The LEL platform also included abolition of the Legislative Council, the establishment of a National (or Central) Bank, the extension of the local government franchise to resident non property owners. It also promised the 8 hour working day ‘where practical ‘.

Given that Burnett was a successful businessman, and also linked by marriage to some of the town’s leading retailers, and given the stereotypes that have been accepted of early Labor Party candidates, his attitude to trade unionism needs some explanation. Such an explanation is also desirable because of the presence of many LOI members in the local Labour Electoral Leagues of the Hunter.

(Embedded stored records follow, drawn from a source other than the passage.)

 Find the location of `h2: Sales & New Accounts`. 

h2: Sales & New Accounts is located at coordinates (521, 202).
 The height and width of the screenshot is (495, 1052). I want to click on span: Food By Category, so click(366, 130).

In order to establish a context it will be necessary to refer briefly to the distinction drawn by many labour historians between ‘old’ and ‘new’ unionism. ‘Old’ unionism involved high dues and a narrow qualification for membership such as having completed an apprenticeship. Typically these unions provided benefits such as unemployment pay, and often they supported ‘tramping’ networks – that is, job support networks for itinerant craft workers. Both of these measures helped to control the labour supply and, hence, to maintain local wages at what was seen as a fair rate. Both were perfectly legal and were totally consistent with freedom of association. The right of voluntary association had been the subject of much struggle in early-nineteenth century England. The ‘new’ unionism, by contrast, involved unskilled workers, low dues and a greater tendency to use of the strike weapon.

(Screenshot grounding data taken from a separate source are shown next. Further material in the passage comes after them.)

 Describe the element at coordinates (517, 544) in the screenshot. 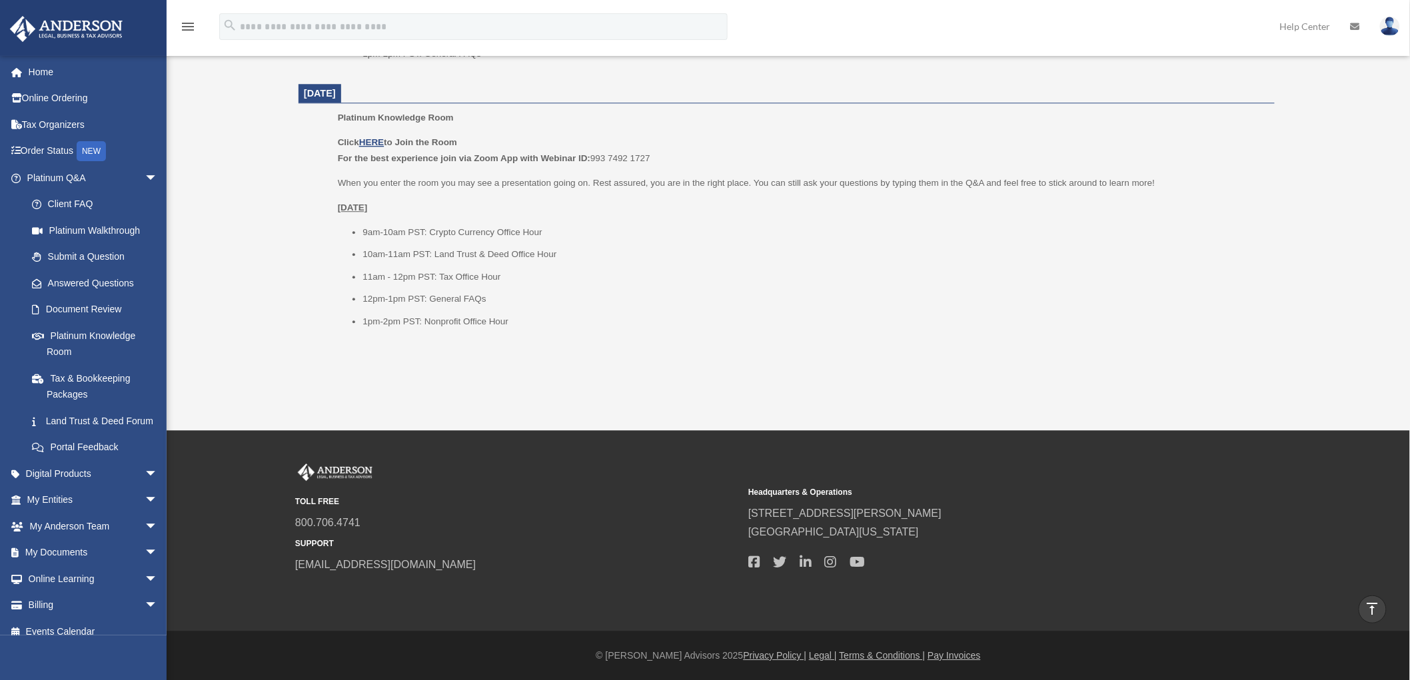

I see `small: SUPPORT` at that location.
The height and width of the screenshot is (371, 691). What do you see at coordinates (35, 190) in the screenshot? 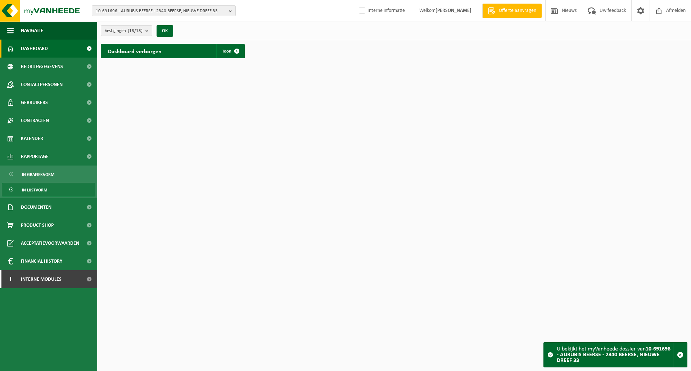
I see `span: In lijstvorm` at bounding box center [35, 190].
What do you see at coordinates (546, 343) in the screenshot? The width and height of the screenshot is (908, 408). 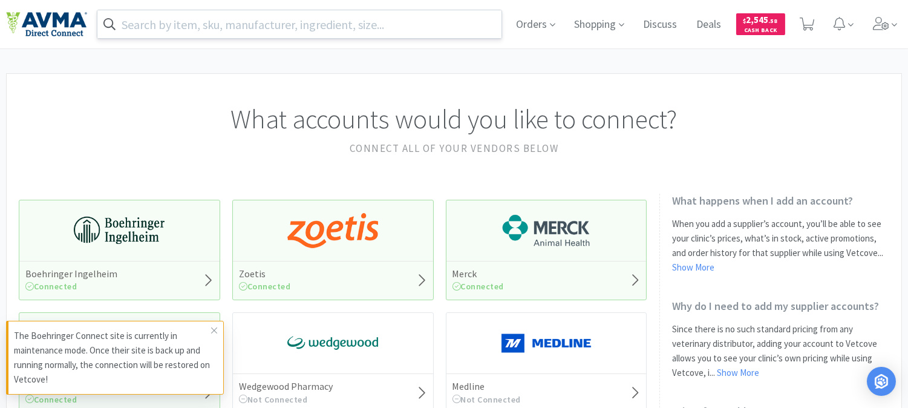 I see `img: a646391c64b94eb2892348a965bf03f3_134.png` at bounding box center [546, 343].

Burnett can be taken as a supporter of the first type of union. He supported ‘piece rates ‘as a determinant of wages and believed that wages should not be equal but he certainly did not believe that workers should be unable to defend themselves. He wrote in his memoirs that he believed labour should be free to seek the highest market.

In the election of 1894 there were three candidates for Patricks Plains, which included the coal mining centres of Greta and Branxton. Gould was the candidate of the Free Trade Party, and J Connolly, the President of Greta miners’ lodge, stood on behalf of the Protectionists. Burnett stood for the LEL, which was very much the third party, and which had experienced a number of parliamentary defections. Voting was ‘first past the post’, and Gould won with a plurality; that is, Connolly and Burnett combined outpolled Gould. Burnett finished third.

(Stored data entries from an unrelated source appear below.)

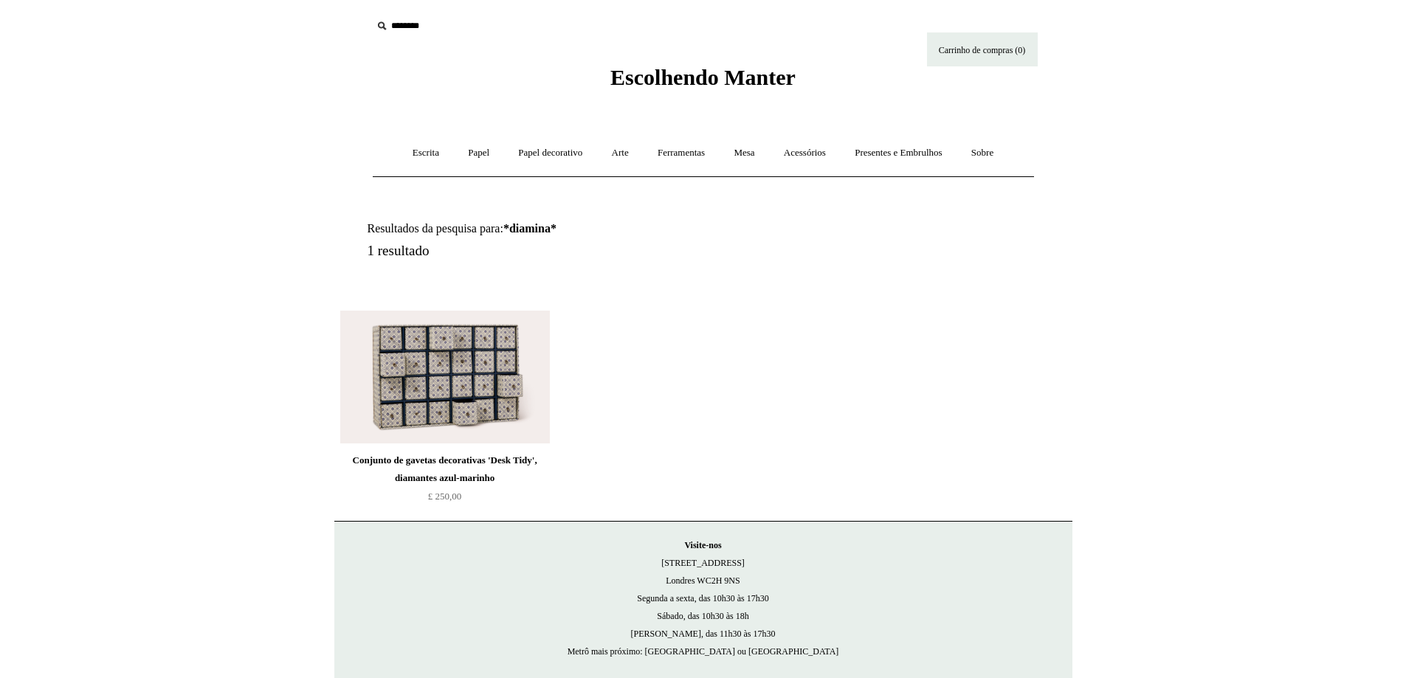 The height and width of the screenshot is (678, 1406). Describe the element at coordinates (983, 49) in the screenshot. I see `a: Carrinho de compras (0)` at that location.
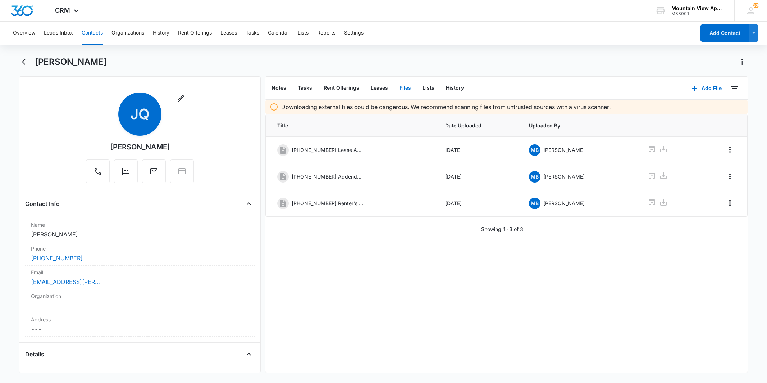 The width and height of the screenshot is (767, 383). What do you see at coordinates (140, 248) in the screenshot?
I see `label: Phone` at bounding box center [140, 248].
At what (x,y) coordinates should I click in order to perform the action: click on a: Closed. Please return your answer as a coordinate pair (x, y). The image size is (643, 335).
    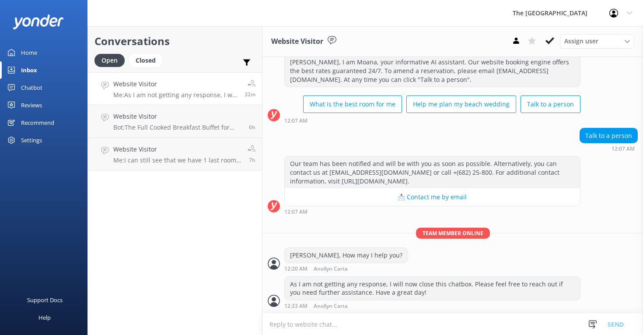
    Looking at the image, I should click on (148, 60).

Even though Burnett was now just 60 years of age, his health was not robust and loss of function in his limbs meant he had to be driven by relatives to public functions in a buggy. He began to withdraw into Methodist Church activities and after his term on South Singleton Council expired in 1896 he made few forays into active politics. However, he continued as an Orangeman.

At the 1903 Federal election Burnett was a supporter, through letters and attendance at one meeting, of the successful Liberal (Free Trade) candidate, Dr Liddell. Like many others, he grew concerned over the warming relationship between Cardinal Moran and Parliamentary members of the Political Labour Leagues. Increasingly, he identified within non-labour politics as a Free Trader. During this latter part of his life Burnett found himself largely inactive politically but in general agreement with the values espoused by The Watchman, a journal published by the Australian Protestant Defence Association which was highly suspicious of the links between the Roman Catholic Church and the Labor Party.

Burnett’s health problems continued to plague him and he died in 1916. Nevertheless, throughout his life he retained many of the values of his youth, with its background of anti-Corn Law agitation and the Chartist movement; a fact revealed very clearly in his memoir written in old age. Of a quarrel between free selectors and squatters that had occurred near Singleton in the 1860s, Burnett noted:

This was the state of things before the advent of the Labour Party so there was a necessity for it to put a stop to this sort of thing.

Note on sources: A copy of William Burnett’s journal was kindly given to me by Dot Walker, a great grand-daughter of Burnett. I acknowledge also the help of Peg Richards in locating the journal. General information on political events, particularly the 1880 and 1894 elections, can be found in the Singleton Argus.